It is difficult and good programmers deserve high compensation, but there is a reason that there is the trope of the fresh out-of-bootcamp developer working 3 hours a week and making $600k a year
It is difficult and good programmers deserve high compensation, but there is a reason that there is the trope of the fresh out-of-bootcamp developer working 3 hours a week and making $600k a year
I assume some of them are doing ad sales, which is revenue generating. Probably a lot of HR (which 80%+ of those positions are a grift, IMO), and a lot of other make-work positions. Their product team is like 200 people and they don’t even have any accessibility engineers.

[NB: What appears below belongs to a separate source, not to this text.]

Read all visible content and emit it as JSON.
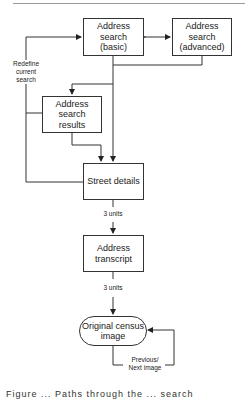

It’s really not that difficult to understand. Half the battle is getting people to realize it’s easy to sign up for an instance
They really need to fix some of their accessibility issues. Comment text cannot be resized which makes it impossible for me to use the app. Memmy respects the dynamic text sizing in iOS, so I’m using it for now. It’s not up to feature parity with Mlem but the developer is doing a great job with adding features.
There’s a few different ways. If the person is mostly/fully deaf and blind, then communication is primarily through touch sign language interpreter (signing on the person’s hand) or a device that you type into that outputs braille for the deafblind person. Some deafblind people are not fully deaf or blind and can see sign language if the interpreter is very close to them.